To the mountain woman this stranger was a being from another sphere, who could not touch her own at any point of intercourse; while Rosamund was too deeply moved by the woman's story, by the livid mark on her temple, by the squalor of her dress and surroundings contrasting so strongly with the intelligence of her face, to find words. It was Mrs. Tobet who first remembered one of those phrases of common coin which are the medium of conversation the world over.

"Stranger about here?" she asked.

"I am staying with Mrs. Cary on the mountain," Rosamund replied; and, as, in a flash, the other woman's face was lit by a smile scarcely less radiant than Mother Cary's own.

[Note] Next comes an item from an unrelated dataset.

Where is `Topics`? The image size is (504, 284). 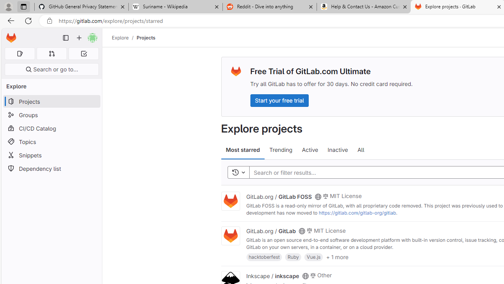
Topics is located at coordinates (51, 141).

"A friend o' Mother Cary's, be ye? I'm glad to see ye! I can't ask you into the front room, but there's a seat in my spring-house, real pleasant and cool; won't ye come try it?"

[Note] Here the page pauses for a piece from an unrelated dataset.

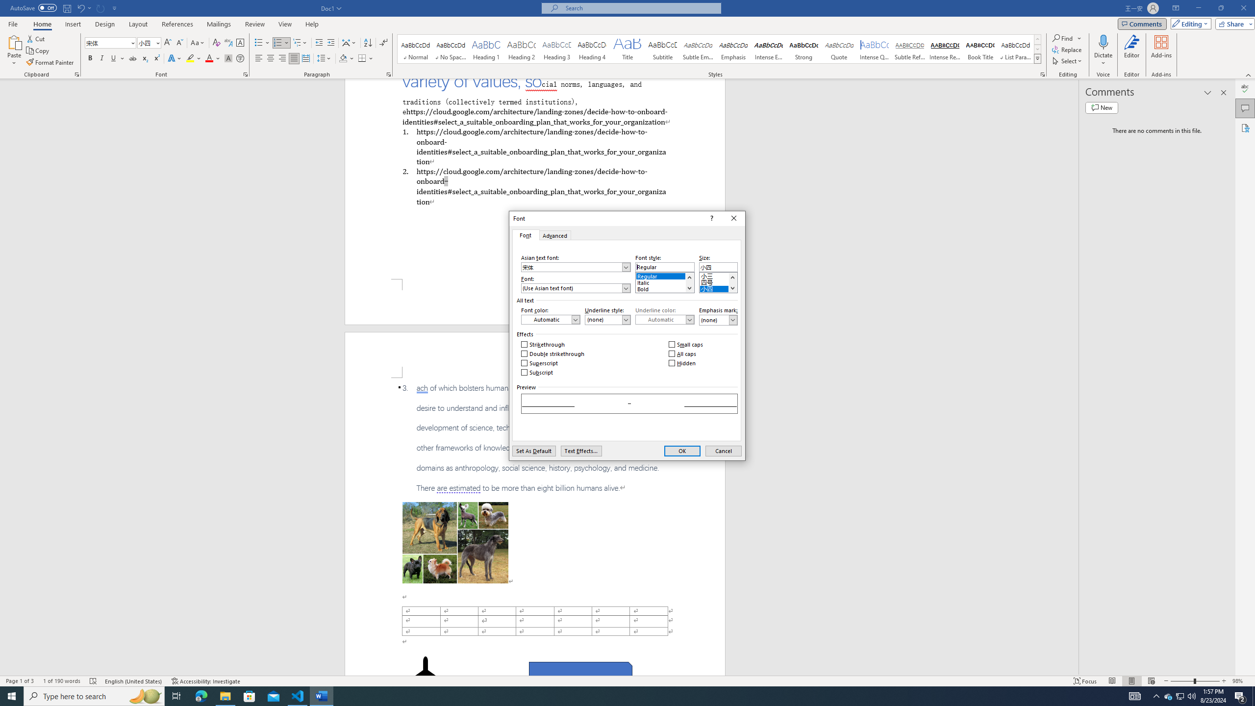 The image size is (1255, 706). I want to click on Notification Chevron, so click(1156, 696).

She led the way through the neglected garden to the little spring-house that was built of the rough stone of the hillsides, roofed over with sod. In front of the door-space was a wooden bench, where Rosamund sat down, while Grace drew a glass of sparkling water from the cool spring inside. It was a delicious draught.

"My baby could jest pull herself up by that bench," Grace Tobet said, as she took the empty glass. "She used to play here while I tended to the milk. Joe's sold the cow now; but that didn't make any difference; there wasn't any reason for keeping her."

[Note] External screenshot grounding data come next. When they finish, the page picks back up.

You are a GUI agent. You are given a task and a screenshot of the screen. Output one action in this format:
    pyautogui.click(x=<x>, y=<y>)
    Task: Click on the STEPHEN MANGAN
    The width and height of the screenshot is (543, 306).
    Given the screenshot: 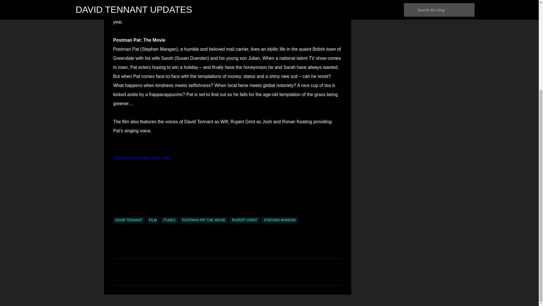 What is the action you would take?
    pyautogui.click(x=280, y=220)
     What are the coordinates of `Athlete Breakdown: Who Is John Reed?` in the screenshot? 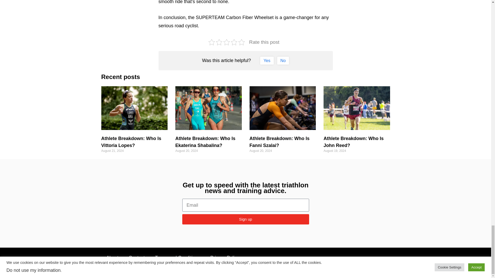 It's located at (354, 142).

The woman's deep-set dark eyes strained out towards the mountain-tops. Rosamund felt herself suddenly brought face to face with some primal force of which she had hitherto known nothing; for the first time in her life she looked upon the agony of bereft mother-love laid bare. She had been with Eleanor through her loss, but Eleanor's grief had seemed to turn her to white stone; this other mother's was a fiercely scorching, consuming flame of anguish before which Rosamund shrank away as from the blast of a furnace. Before she dared to speak, however, Grace Tobet's face was smiling again.

"I know you must like it up there," she said. "I do miss the mountains so, livin' down here in the valley. I don't know what I'd do ef it wasn't for Mother Cary's light. I look up there for it every night of my life, an' it's always there. An' I ain't the only one it talks to, neither."

"It has its message for everyone who sees it, I think," Rosamund agreed. "I know, because I am living under it!"

Grace looked into her eyes, and nodded. "Ain't it so?" she replied. "Why, there's never been a night when I was in trouble that her little lamp hasn't said to me, 'Here I am, honey, an' I know all about it. When it gets so bad you can't stand it, you jest send for me; I'll come!' An' she does come, too!"